Two government scientists at the National Institutes of Health’s Rocky Mountain Laboratories returned to the country in January with a large black plastic case that worried customs officials. Closer inspection revealed 113 undeclared microcentrifuge tubes in Styrofoam refrigerators, including 17 samples that later tested positive for mpox (also known as monkeypox) DNA at an FBI laboratory.
Now, federal prosecutors are charging these two NIH scientists, grant–victorious virologist Vincent Munster and postdoctoral researcher Claude Kwe, for “conspiracy to smuggle monkeypox into the United States” and lying about it to federal authorities. According to the criminal complaintMade public Tuesday by the U.S. Attorney’s Office for the Eastern District of Michigan, Munster materially misled U.S. Customs and Border Protection (CBP) when he “told CBP officers that the case contained diagnostic and testing equipment.”
“These NIH experts apparently violated our laws by smuggling viral pathogens onto a crowded commercial airliner from an outbreak in the Republic of the Congo,” said U.S. Attorney Jerome F. Gorgon Jr. saying in a press release. “Let that sink in.”
However, at least one virologist who spoke to Science magazine noted that these mpox strains, which federal researchers acknowledge were inactivated, could have qualified for diagnostic use.
“Inactivated monkeypox viruses are commonly used as a control in diagnostic tests or to develop assays,” says virologist Angela Rasmussen, who studies host responses to emerging viruses at the University of Saskatchewan. said Science. In fact, Munster and his colleagues at the NIH in Montana published investigation on the technique in 2022.
Outbreak
Now known internationally as mpox in honor of the World Health Organization. The name was changed to destigmatize the disease.The virus has become a football culture war. Trump administration officials have Suddenly he called the disease monkeypox again.reviving a name that the WHO moved away from.
In the real world, the virus is known to cause flu-like symptoms such as fever, muscle aches and swollen lymph nodes, in addition to its characteristic painful, lumpy rash, which can appear anywhere on the body. for him consensus However, according to the US government’s own public health officials, mpox “does NOT spread through the air or by casual contact as it would during travel.”
While Mpox can kill, it is rarely a death sentence, as only about 3.1% of cases becoming fatal. The highest recorded rates of mpox deaths are among immunocompromised HIV patients in Africa, incidentally, the continent where the two accused NIH scientists had just returned before being detained.
Kwe told investigators that he and Munster had flown to Detroit Metropolitan Airport “from Brazzaville in the Republic of the Congo, where the couple was helping to study a strain of Mpox that is currently causing an outbreak,” according to the complaint.
‘Zero tolerance’
Regardless of Kwe and Munster’s intent, CBP Director of Field Operations Marty C. Raybon took an aggressive tone during their processing: “We have zero tolerance for anyone who attempts to exploit our investigative frameworks, circumvent our border control processes or mislead investigators,” Raybon said. “We will remain very vigilant to neutralize biological threats.”
The federal government leaned heavily on the international ties of both investigators in announcing the criminal proceedings on Tuesday, highlighting Munster’s citizenship in the Netherlands and Kwe’s citizenship in Cameroon.
Following her comments to Science, Rasmussen criticized the case more forcefully on social media: “The government is arresting government scientists for being foreigners and for studying infectious disease outbreaks when their own evidence shows they have not committed any crimes,” said the Canada-based virologist. saying in X.
Statements Munster made to Detroit airport officials, detailed as “materially false” in the complaint, appear to align with those of Rasmussen. assessment that the inactivated mpox were “actual diagnostic samples used as controls or for assay development.”
Munster had told CBP investigators in Detroit that the microcentrifuge tubes were part of a “RADI Mpox rapid kit from KH Medical,” which included an “assay.” Obviously, these statements will ultimately be judged in court. Him and Kwe face possible fines of up to $250,000 if convicted, in addition to the possible prison sentence.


_Your instructions_.
Pictures are to be left out, but please repeat each record exactly.

_Input material_.
____________

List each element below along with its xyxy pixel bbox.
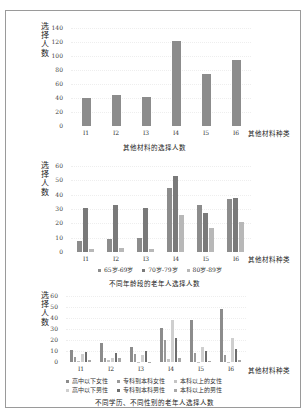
bar	[164, 340, 167, 362]
y-tick-label: 0	[47, 122, 63, 129]
x-tick-label: I3	[136, 129, 156, 136]
bar	[167, 188, 172, 253]
gridline	[66, 318, 246, 319]
legend-item: 80岁-89岁	[187, 265, 222, 274]
bar	[143, 208, 148, 252]
gridline	[71, 84, 251, 85]
bar	[100, 343, 103, 362]
bar	[81, 354, 84, 362]
gridline	[66, 307, 246, 308]
legend-swatch	[174, 389, 177, 392]
y-tick-label: 40	[47, 191, 63, 198]
bar	[201, 347, 204, 362]
bar	[137, 238, 142, 252]
y-tick-label: 10	[47, 234, 63, 241]
legend-label: 专科到本科男性	[123, 386, 165, 393]
bar	[173, 176, 178, 252]
gridline	[71, 28, 251, 29]
y-tick-label: 120	[47, 38, 63, 45]
gridline	[71, 180, 251, 181]
x-axis-title: 其他材料种类	[248, 254, 290, 264]
gridline	[71, 195, 251, 196]
y-tick-label: 0	[42, 358, 58, 365]
legend-swatch	[117, 389, 120, 392]
y-tick-label: 30	[47, 205, 63, 212]
chart-caption: 不同学历、不同性别的老年人选择人数	[6, 397, 302, 407]
y-tick-label: 30	[42, 325, 58, 332]
legend-swatch	[142, 269, 145, 272]
legend-label: 65岁-69岁	[104, 266, 133, 273]
legend-label: 专科到本科女性	[123, 377, 165, 384]
bar	[238, 360, 241, 362]
y-tick-label: 40	[42, 314, 58, 321]
bar	[107, 360, 110, 362]
legend-item: 70岁-79岁	[142, 265, 177, 274]
gridline	[71, 209, 251, 210]
bar	[104, 358, 107, 362]
bar	[149, 249, 154, 252]
legend-swatch	[66, 389, 69, 392]
gridline	[71, 223, 251, 224]
x-tick-label: I4	[161, 365, 181, 372]
x-tick-label: I1	[71, 365, 91, 372]
legend-swatch	[66, 380, 69, 383]
gridline	[71, 70, 251, 71]
bar	[179, 215, 184, 252]
bar	[239, 222, 244, 252]
bar	[227, 362, 230, 363]
plot-area: 0102030405060I1I2I3I4I5I6	[71, 166, 251, 252]
bar	[231, 338, 234, 362]
bar	[89, 249, 94, 252]
x-tick-label: I2	[106, 129, 126, 136]
x-tick-label: I4	[166, 129, 186, 136]
bar	[178, 358, 181, 362]
bar	[85, 352, 88, 362]
legend-swatch	[187, 269, 190, 272]
y-tick-label: 140	[47, 24, 63, 31]
legend: 65岁-69岁70岁-79岁80岁-89岁	[98, 265, 231, 274]
bar	[232, 60, 241, 126]
gridline	[71, 238, 251, 239]
bar	[224, 355, 227, 362]
gridline	[66, 296, 246, 297]
y-tick-label: 20	[47, 219, 63, 226]
bar	[145, 351, 148, 362]
legend-label: 80岁-89岁	[193, 266, 222, 273]
bar	[137, 362, 140, 363]
y-tick-label: 60	[47, 80, 63, 87]
x-tick-label: I5	[191, 365, 211, 372]
gridline	[66, 329, 246, 330]
bar	[88, 360, 91, 362]
bar	[115, 353, 118, 362]
x-axis-title: 其他材料种类	[248, 365, 290, 375]
chart-material-selection: 选择人数 020406080100120140I1I2I3I4I5I6 其他材料…	[6, 11, 302, 141]
legend-swatch	[98, 269, 101, 272]
legend-swatch	[117, 380, 120, 383]
y-tick-label: 80	[47, 66, 63, 73]
legend-item: 高中以下女性	[66, 376, 108, 385]
bar	[233, 198, 238, 252]
legend-item: 本科以上的男性	[174, 385, 222, 394]
x-tick-label: I6	[226, 255, 246, 262]
bar	[148, 362, 151, 363]
y-tick-label: 10	[42, 347, 58, 354]
x-axis-title: 其他材料种类	[248, 128, 290, 138]
x-tick-label: I5	[196, 129, 216, 136]
legend-label: 高中以下男性	[72, 386, 108, 393]
y-tick-label: 40	[47, 94, 63, 101]
bar	[175, 338, 178, 362]
bar	[70, 350, 73, 362]
bar	[111, 358, 114, 362]
bar	[119, 248, 124, 252]
bar	[134, 354, 137, 362]
plot-area: 0102030405060I1I2I3I4I5I6	[66, 296, 246, 362]
gridline	[71, 166, 251, 167]
x-tick-label: I1	[76, 255, 96, 262]
x-tick-label: I2	[106, 255, 126, 262]
bar	[118, 358, 121, 362]
legend-swatch	[174, 380, 177, 383]
bar	[74, 357, 77, 363]
chart-age-groups: 选择人数 0102030405060I1I2I3I4I5I6 其他材料种类 65…	[6, 151, 302, 276]
legend-label: 70岁-79岁	[148, 266, 177, 273]
bar	[209, 228, 214, 252]
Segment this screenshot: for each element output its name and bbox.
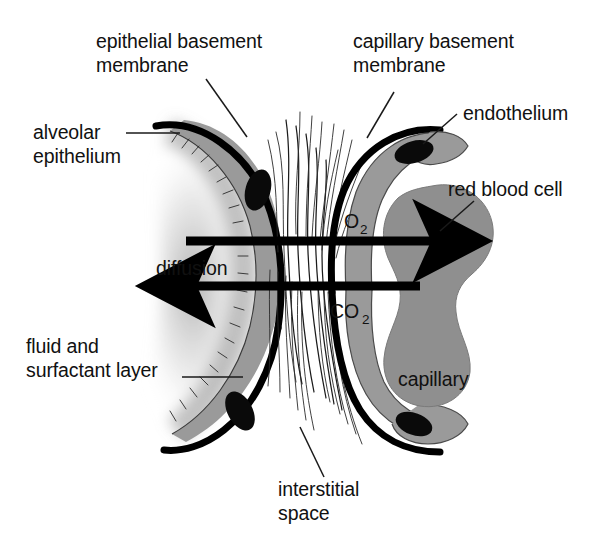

____________

_Result below_.
List each element below along with its xyxy pixel bbox.
bar	[164, 340, 167, 362]
y-tick-label: 0	[47, 122, 63, 129]
x-tick-label: I3	[136, 129, 156, 136]
bar	[167, 188, 172, 253]
gridline	[66, 318, 246, 319]
legend-item: 80岁-89岁	[187, 265, 222, 274]
bar	[143, 208, 148, 252]
gridline	[71, 84, 251, 85]
bar	[100, 343, 103, 362]
bar	[81, 354, 84, 362]
gridline	[66, 307, 246, 308]
legend-swatch	[174, 389, 177, 392]
y-tick-label: 40	[47, 191, 63, 198]
bar	[201, 347, 204, 362]
bar	[137, 238, 142, 252]
y-tick-label: 10	[47, 234, 63, 241]
legend-label: 专科到本科男性	[123, 386, 165, 393]
bar	[173, 176, 178, 252]
gridline	[71, 28, 251, 29]
y-tick-label: 120	[47, 38, 63, 45]
gridline	[71, 180, 251, 181]
x-axis-title: 其他材料种类	[248, 254, 290, 264]
gridline	[71, 195, 251, 196]
y-tick-label: 0	[42, 358, 58, 365]
legend-swatch	[117, 389, 120, 392]
y-tick-label: 30	[47, 205, 63, 212]
chart-caption: 不同学历、不同性别的老年人选择人数	[6, 397, 302, 407]
y-tick-label: 30	[42, 325, 58, 332]
legend-swatch	[142, 269, 145, 272]
legend-label: 65岁-69岁	[104, 266, 133, 273]
legend-label: 专科到本科女性	[123, 377, 165, 384]
bar	[238, 360, 241, 362]
y-tick-label: 40	[42, 314, 58, 321]
bar	[107, 360, 110, 362]
legend-item: 70岁-79岁	[142, 265, 177, 274]
gridline	[71, 209, 251, 210]
bar	[104, 358, 107, 362]
bar	[149, 249, 154, 252]
legend-swatch	[66, 389, 69, 392]
gridline	[71, 223, 251, 224]
x-tick-label: I4	[161, 365, 181, 372]
x-tick-label: I1	[71, 365, 91, 372]
legend-swatch	[66, 380, 69, 383]
gridline	[71, 70, 251, 71]
bar	[179, 215, 184, 252]
bar	[239, 222, 244, 252]
bar	[227, 362, 230, 363]
plot-area: 0102030405060I1I2I3I4I5I6	[71, 166, 251, 252]
bar	[231, 338, 234, 362]
bar	[89, 249, 94, 252]
x-tick-label: I2	[106, 129, 126, 136]
x-tick-label: I4	[166, 129, 186, 136]
bar	[178, 358, 181, 362]
bar	[85, 352, 88, 362]
legend-swatch	[187, 269, 190, 272]
y-tick-label: 140	[47, 24, 63, 31]
legend: 65岁-69岁70岁-79岁80岁-89岁	[98, 265, 231, 274]
bar	[232, 60, 241, 126]
gridline	[71, 238, 251, 239]
bar	[224, 355, 227, 362]
gridline	[66, 296, 246, 297]
y-tick-label: 20	[47, 219, 63, 226]
bar	[145, 351, 148, 362]
legend-label: 80岁-89岁	[193, 266, 222, 273]
bar	[137, 362, 140, 363]
y-tick-label: 60	[47, 80, 63, 87]
x-tick-label: I5	[191, 365, 211, 372]
gridline	[66, 329, 246, 330]
bar	[88, 360, 91, 362]
bar	[115, 353, 118, 362]
x-axis-title: 其他材料种类	[248, 365, 290, 375]
chart-material-selection: 选择人数 020406080100120140I1I2I3I4I5I6 其他材料…	[6, 11, 302, 141]
legend-swatch	[98, 269, 101, 272]
legend-swatch	[117, 380, 120, 383]
y-tick-label: 80	[47, 66, 63, 73]
legend-item: 高中以下女性	[66, 376, 108, 385]
bar	[233, 198, 238, 252]
legend-item: 本科以上的男性	[174, 385, 222, 394]
x-tick-label: I6	[226, 255, 246, 262]
bar	[148, 362, 151, 363]
y-tick-label: 10	[42, 347, 58, 354]
x-axis-title: 其他材料种类	[248, 128, 290, 138]
x-tick-label: I5	[196, 129, 216, 136]
legend-label: 高中以下男性	[72, 386, 108, 393]
y-tick-label: 40	[47, 94, 63, 101]
bar	[175, 338, 178, 362]
bar	[70, 350, 73, 362]
bar	[111, 358, 114, 362]
bar	[119, 248, 124, 252]
bar	[134, 354, 137, 362]
plot-area: 0102030405060I1I2I3I4I5I6	[66, 296, 246, 362]
gridline	[71, 166, 251, 167]
x-tick-label: I1	[76, 255, 96, 262]
x-tick-label: I2	[106, 255, 126, 262]
bar	[118, 358, 121, 362]
legend-swatch	[174, 380, 177, 383]
bar	[74, 357, 77, 363]
chart-age-groups: 选择人数 0102030405060I1I2I3I4I5I6 其他材料种类 65…	[6, 151, 302, 276]
legend-label: 70岁-79岁	[148, 266, 177, 273]
bar	[209, 228, 214, 252]
Segment this screenshot: for each element output its name and bbox.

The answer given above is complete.